Report: Officials Let Ruby Princess Disembark in "Inexplicable" Error
A special commission of inquiry into the coronavirus outbreak aboard the cruise ship Ruby Princess has completed its investigation, and it has determined that the public health agencies of the government of New South Wales bear primary responsibility for allowing hundreds of COVID-positive passengers to disembark the ship and travel onwards. It broadly exonerated Princess Cruises and the captain of the Ruby Princess of wrongdoing, though it found that Carnival Australia should have provided the ship's physician with updated guidance on which patients to treat as "suspect cases."
"Our hearts go out to everyone who has been affected, particularly those who lost loved ones," said Princess in a statement. "The Commission’s report confirms that none of our people - the Captain, the ship’s doctor, or members of our shore side port agency team - misled public authorities involved in Ruby Princess being permitted to disembark guests on March 19."
When the Ruby Princess called at Sydney on March 8, NSW Ministry of Health assessed her coronavirus status as "medium risk" based on 170 recorded cases of acute respiratory illness (including known flu) on board. The agency's inspection team conducted an onboard screening upon the ship's arrival, and 366 people presented themselves for examination. Four were selected for COVID testing based on their symptoms, and none tested positive.
On March 15, the Ruby Princess altered course and made way to return to Sydney as a consequence of Australia's newly-enacted cruising ban. The same day, ship's physician Dr. Ilse von Watzendorf notified NSW Health that it appeared the ship was “in the early phases of an Influenza A outbreak onboard.” Those with symptoms had tested positive for influenza, she advised, indicating that the outbreak was non-COVID-related.
The following day, passenger Anthony Londero checked in to the ship's medical center with a high fever and "signs of cardiac strain," and he tested negative for influenza. Onboard COVID testing was not available to determine whether his symptoms were related.
On March 17, the ship's log for passengers reporting acute respiratory distress showed a "significant spike," according to the commission. This log was properly communicated to NSW Health, and the agency used it to evaluate the ship's suitability to dock and disembark. However, based on an outdated definition of a suspected COVID case, NSW Health's risk assessment panel determined that the ship presented a "low risk" for novel coronavirus.
In its after-action analysis, the commission of inquiry concluded that the panel's low risk assessment "was a serious and material error" leading to uncontrolled release of COVID-positive passengers. "In light of all the information the Expert Panel had, the decision to assess the risk as 'low risk' – meaning, in effect, 'do nothing' – is as inexplicable as it is unjustifiable. It was a serious mistake," the commission wrote.
On March 18, as the vessel approached Sydney, a ships' agent with Carnival Australia asked NSW Ambulance for transport for two patients with “febrile upper respiratory tract infections." NSW Ambulance set a chain of notifications in motion, launching a confused discussion among a panoply of agencies and entities - Port Authority of New South Wales, NSW Health, NSW Ambulance, the Royal Prince Alfred Hospital, the NSW Department of Agriculture, Water and Environment, the Australian Border Force, the local '000' emergency call center, NSW Police Marine Area Command - along with Carnival Australia and the Ruby Princess' crew. During this extended conversation, the port authority suspended the vessel's pilot appointment and requested further information. After learning from Carnival that the ship was assessed as a "low risk" vessel, port officials rescheduled the pilot service and brought the ship in to berth.
The following morning, NSW Health conducted no health assessments on board, and all passengers disembarked.
That day, 13 COVID test swabs that the ship's medics had taken while under way were sent to a lab for testing. The samples were not marked as high priority, as the ship was considered "low risk," and they were not processed until the night of March 19-20. The commission described this delay as "inexcusable," as it delayed the public health response measures that followed.
NSW Health learned that three of these tests came back positive at 0830 hours on March 20, and it sounded the alarm. Initial efforts to contact and quarantine passengers had limited success, though they did find that nearly 400 passengers had self-reported COVID-19 symptoms.
Ultimately, 21 crewmembers and 663 Australian passengers tested positive for COVID-19, making the Ruby Princess voyage one of the nation's largest single sources of infection. 62 secondary and tertiary infections in Australia have been linked back to Ruby Princess passengers. 28 individuals ultimately died, including eight foreign nationals, and the true number of overseas passengers who caught the illness on board is not known.
The government of NSW Premier Gladys Berejiklian has accepted the commission's findings and admitted its responsibility.
“The lessons weren’t learnt soon enough and again I apologize unreservedly on behalf all of those individuals and agencies who made those mistakes,” said Berejiklian in a statement Monday. “I can’t imagine what it would be like having a loved one or being someone yourself who continues to suffer and experience trauma as a result [of the lapse]."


## WHAT THE EXERCISE ASKS
Make an exact copy of all the data, pictures excluded.

## DATASET ENTRIES
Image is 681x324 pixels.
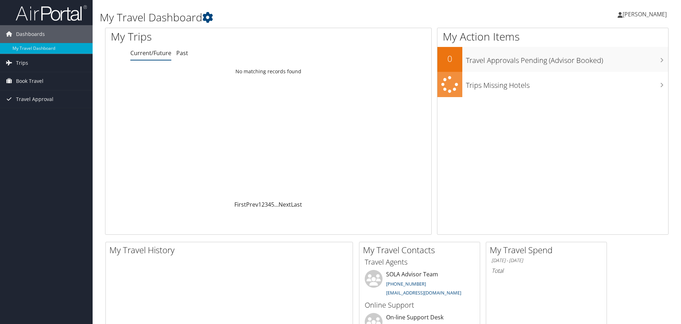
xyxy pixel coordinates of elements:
[386,281,426,287] a: [PHONE_NUMBER]
[617,4,674,25] a: [PERSON_NAME]
[491,267,601,275] h6: Total
[622,10,666,18] span: [PERSON_NAME]
[130,49,171,57] a: Current/Future
[386,290,461,296] a: [EMAIL_ADDRESS][DOMAIN_NAME]
[16,25,45,43] span: Dashboards
[491,257,601,264] h6: [DATE] - [DATE]
[274,201,278,209] span: …
[111,29,290,44] h1: My Trips
[176,49,188,57] a: Past
[437,72,668,97] a: Trips Missing Hotels
[291,201,302,209] a: Last
[466,77,668,90] h3: Trips Missing Hotels
[109,244,352,256] h2: My Travel History
[16,72,43,90] span: Book Travel
[246,201,258,209] a: Prev
[361,270,478,299] li: SOLA Advisor Team
[365,300,474,310] h3: Online Support
[16,90,53,108] span: Travel Approval
[268,201,271,209] a: 4
[258,201,261,209] a: 1
[437,47,668,72] a: 0Travel Approvals Pending (Advisor Booked)
[264,201,268,209] a: 3
[234,201,246,209] a: First
[466,52,668,66] h3: Travel Approvals Pending (Advisor Booked)
[365,257,474,267] h3: Travel Agents
[437,53,462,65] h2: 0
[105,65,431,78] td: No matching records found
[278,201,291,209] a: Next
[261,201,264,209] a: 2
[16,5,87,21] img: airportal-logo.png
[100,10,482,25] h1: My Travel Dashboard
[363,244,480,256] h2: My Travel Contacts
[16,54,28,72] span: Trips
[489,244,606,256] h2: My Travel Spend
[271,201,274,209] a: 5
[437,29,668,44] h1: My Action Items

## YOUR SOLUTION
Image is 681x324 pixels.
xyxy pixel coordinates of elements:
[386,281,426,287] a: [PHONE_NUMBER]
[617,4,674,25] a: [PERSON_NAME]
[491,267,601,275] h6: Total
[622,10,666,18] span: [PERSON_NAME]
[130,49,171,57] a: Current/Future
[386,290,461,296] a: [EMAIL_ADDRESS][DOMAIN_NAME]
[16,25,45,43] span: Dashboards
[491,257,601,264] h6: [DATE] - [DATE]
[274,201,278,209] span: …
[111,29,290,44] h1: My Trips
[176,49,188,57] a: Past
[437,72,668,97] a: Trips Missing Hotels
[291,201,302,209] a: Last
[466,77,668,90] h3: Trips Missing Hotels
[109,244,352,256] h2: My Travel History
[16,72,43,90] span: Book Travel
[246,201,258,209] a: Prev
[361,270,478,299] li: SOLA Advisor Team
[365,300,474,310] h3: Online Support
[16,90,53,108] span: Travel Approval
[268,201,271,209] a: 4
[258,201,261,209] a: 1
[437,47,668,72] a: 0Travel Approvals Pending (Advisor Booked)
[264,201,268,209] a: 3
[234,201,246,209] a: First
[466,52,668,66] h3: Travel Approvals Pending (Advisor Booked)
[365,257,474,267] h3: Travel Agents
[437,53,462,65] h2: 0
[105,65,431,78] td: No matching records found
[278,201,291,209] a: Next
[261,201,264,209] a: 2
[16,5,87,21] img: airportal-logo.png
[100,10,482,25] h1: My Travel Dashboard
[363,244,480,256] h2: My Travel Contacts
[16,54,28,72] span: Trips
[489,244,606,256] h2: My Travel Spend
[271,201,274,209] a: 5
[437,29,668,44] h1: My Action Items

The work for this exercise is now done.